Don’t Step on the Cracks…Family Fun!
As I have mentioned previously, we’ve had a very stressful (and sad) time lately with one thing and another, and I have
found myself experiencing those anxious, irritable or overwhelmed feelings over things that wouldn’t usually bother me.
So, I have been making an extra concerted effort to keep things in perspective, to stop sweating the small stuff and putting more pressure on myself than is necessary. Often I have found that by making a change in my perspective and how I view a problem, can completely change how I decide to tackle or experience it.
For example, some of you may remember me bemoaning the butt-ugly shopping centre floors with scattered squares which entice my boys to jump and wriggle their way through our shopping expeditions, driving me to distraction. Well, they do something very similar on the walk between home and day care too, only there is not a coloured square or shopping trolley in sight.
It wasn’t until I heard the Woo sing out cheerily “Don’t step on the cracks, or you’ll fall and break your back,” that I realised exactly what they were doing. I can remember walking to the shop with my dad, or to school with my mum as a child, bobbing up and down doing the exact same thing.
It was a time in my life when everything was so simple, my imagination was endless and magic was everywhere.
It made me smile thinking about it.
“Can I play too?” I asked.
The boys beamed back at me, and a flurry of excited chatter ensued as The Woo explained the rules to me. Although I have never heard them openly discuss these so called rules, Foghorn nodded his head solemnly as though every word of it were true.
The four of us had a blast this morning, with Bubble gleefully running and bobbing and giggling along with us, with her usual 21-month old blatant disregard for the rules.
As far as I am aware, there are no manuals to be found anywhere on the safest way to walk on a pavement, as it is not, once you dive into the realm of imagination and play, quite such an easy (or boring) act as it may seem.
For example:
By the time we arrived at day care we were all full of the joys of life and energised by the warmth of the spring sunshine. I felt lighter and happier. I felt I had connected with my children again in a way that had been missing for the past few weeks. As ridiculous as it may sound, by running and jumping and laughing with my beautiful babies (oblivious to passers-by) I had a real sense of achievement and had taken a step closer to being more like the mother I am usually.
I’d made a conscious effort to throw off any worries, stress and sadness and had lived in the present. Never underestimate the importance of being present in the here and now – happiness and the laughter are always waiting in the wings of the present for you to take them and use them to make memories, that are beautiful, special and ordinary all at once.
I left The Woo, Foghorn and Bubble with promises this morning that we would play again later on the way home, and we will. But just between you and I…I couldn’t resist getting in a little extra practice, as I skipped, jumped and hopped my way home alone.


◆ What is being asked
Copy out every line from the records that includes "Asia".
---
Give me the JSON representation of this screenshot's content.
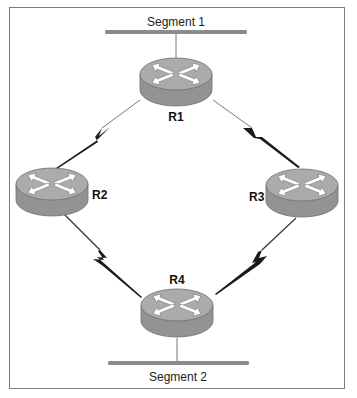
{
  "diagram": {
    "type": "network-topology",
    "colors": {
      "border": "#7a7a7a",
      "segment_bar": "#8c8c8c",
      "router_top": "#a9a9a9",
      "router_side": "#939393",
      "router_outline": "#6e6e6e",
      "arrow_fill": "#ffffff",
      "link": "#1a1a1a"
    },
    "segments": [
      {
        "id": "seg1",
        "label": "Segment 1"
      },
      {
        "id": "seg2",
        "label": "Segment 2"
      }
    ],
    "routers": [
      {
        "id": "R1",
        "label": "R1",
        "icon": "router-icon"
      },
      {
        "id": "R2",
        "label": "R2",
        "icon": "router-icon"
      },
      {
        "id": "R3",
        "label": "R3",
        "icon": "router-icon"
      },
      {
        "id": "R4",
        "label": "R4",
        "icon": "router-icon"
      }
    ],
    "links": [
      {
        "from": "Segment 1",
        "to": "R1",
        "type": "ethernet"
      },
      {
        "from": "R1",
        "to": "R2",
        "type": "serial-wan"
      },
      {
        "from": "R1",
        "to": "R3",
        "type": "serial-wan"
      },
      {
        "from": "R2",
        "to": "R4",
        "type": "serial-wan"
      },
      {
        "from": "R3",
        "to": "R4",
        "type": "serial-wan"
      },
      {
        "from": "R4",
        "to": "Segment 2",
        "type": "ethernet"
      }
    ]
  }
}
---
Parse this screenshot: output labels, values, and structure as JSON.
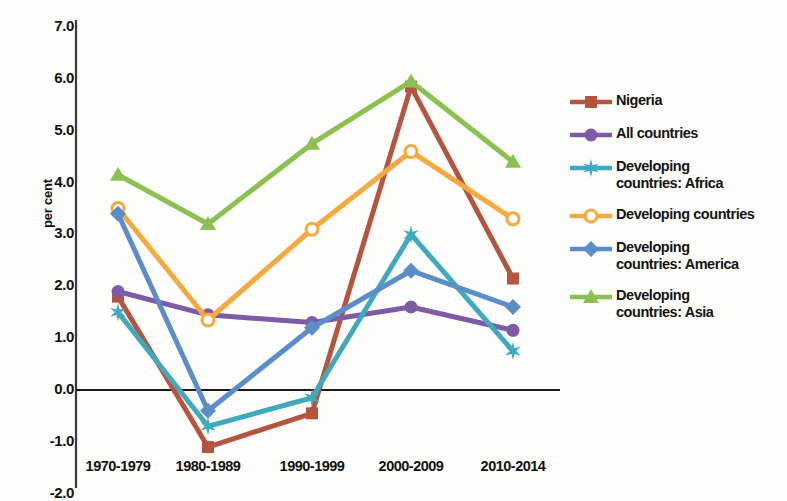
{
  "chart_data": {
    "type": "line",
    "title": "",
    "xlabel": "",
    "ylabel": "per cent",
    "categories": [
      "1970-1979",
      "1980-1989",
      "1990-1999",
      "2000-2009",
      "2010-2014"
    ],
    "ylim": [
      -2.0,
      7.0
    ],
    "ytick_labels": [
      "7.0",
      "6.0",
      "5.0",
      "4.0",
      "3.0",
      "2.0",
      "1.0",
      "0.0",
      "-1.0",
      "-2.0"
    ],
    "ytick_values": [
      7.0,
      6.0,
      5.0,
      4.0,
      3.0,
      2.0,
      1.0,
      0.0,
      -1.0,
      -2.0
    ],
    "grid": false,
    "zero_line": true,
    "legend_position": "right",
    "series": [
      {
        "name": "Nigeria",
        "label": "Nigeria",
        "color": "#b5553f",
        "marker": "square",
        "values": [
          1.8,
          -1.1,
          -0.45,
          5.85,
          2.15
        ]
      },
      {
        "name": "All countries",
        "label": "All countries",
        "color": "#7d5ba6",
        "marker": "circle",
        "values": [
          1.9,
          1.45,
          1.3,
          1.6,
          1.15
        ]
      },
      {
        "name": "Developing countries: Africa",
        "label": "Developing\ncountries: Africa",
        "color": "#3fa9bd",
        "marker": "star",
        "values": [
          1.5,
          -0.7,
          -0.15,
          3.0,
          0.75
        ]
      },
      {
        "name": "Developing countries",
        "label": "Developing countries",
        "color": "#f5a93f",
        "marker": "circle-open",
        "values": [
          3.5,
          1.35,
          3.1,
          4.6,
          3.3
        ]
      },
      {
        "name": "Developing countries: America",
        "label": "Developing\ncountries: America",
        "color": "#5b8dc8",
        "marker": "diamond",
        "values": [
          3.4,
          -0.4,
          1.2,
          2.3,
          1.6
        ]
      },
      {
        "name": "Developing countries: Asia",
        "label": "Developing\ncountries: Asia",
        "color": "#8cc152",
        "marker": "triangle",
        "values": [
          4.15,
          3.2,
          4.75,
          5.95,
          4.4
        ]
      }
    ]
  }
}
---
◆ Written solution
        "name": "Developing countries: Asia",
        "label": "Developing\ncountries: Asia",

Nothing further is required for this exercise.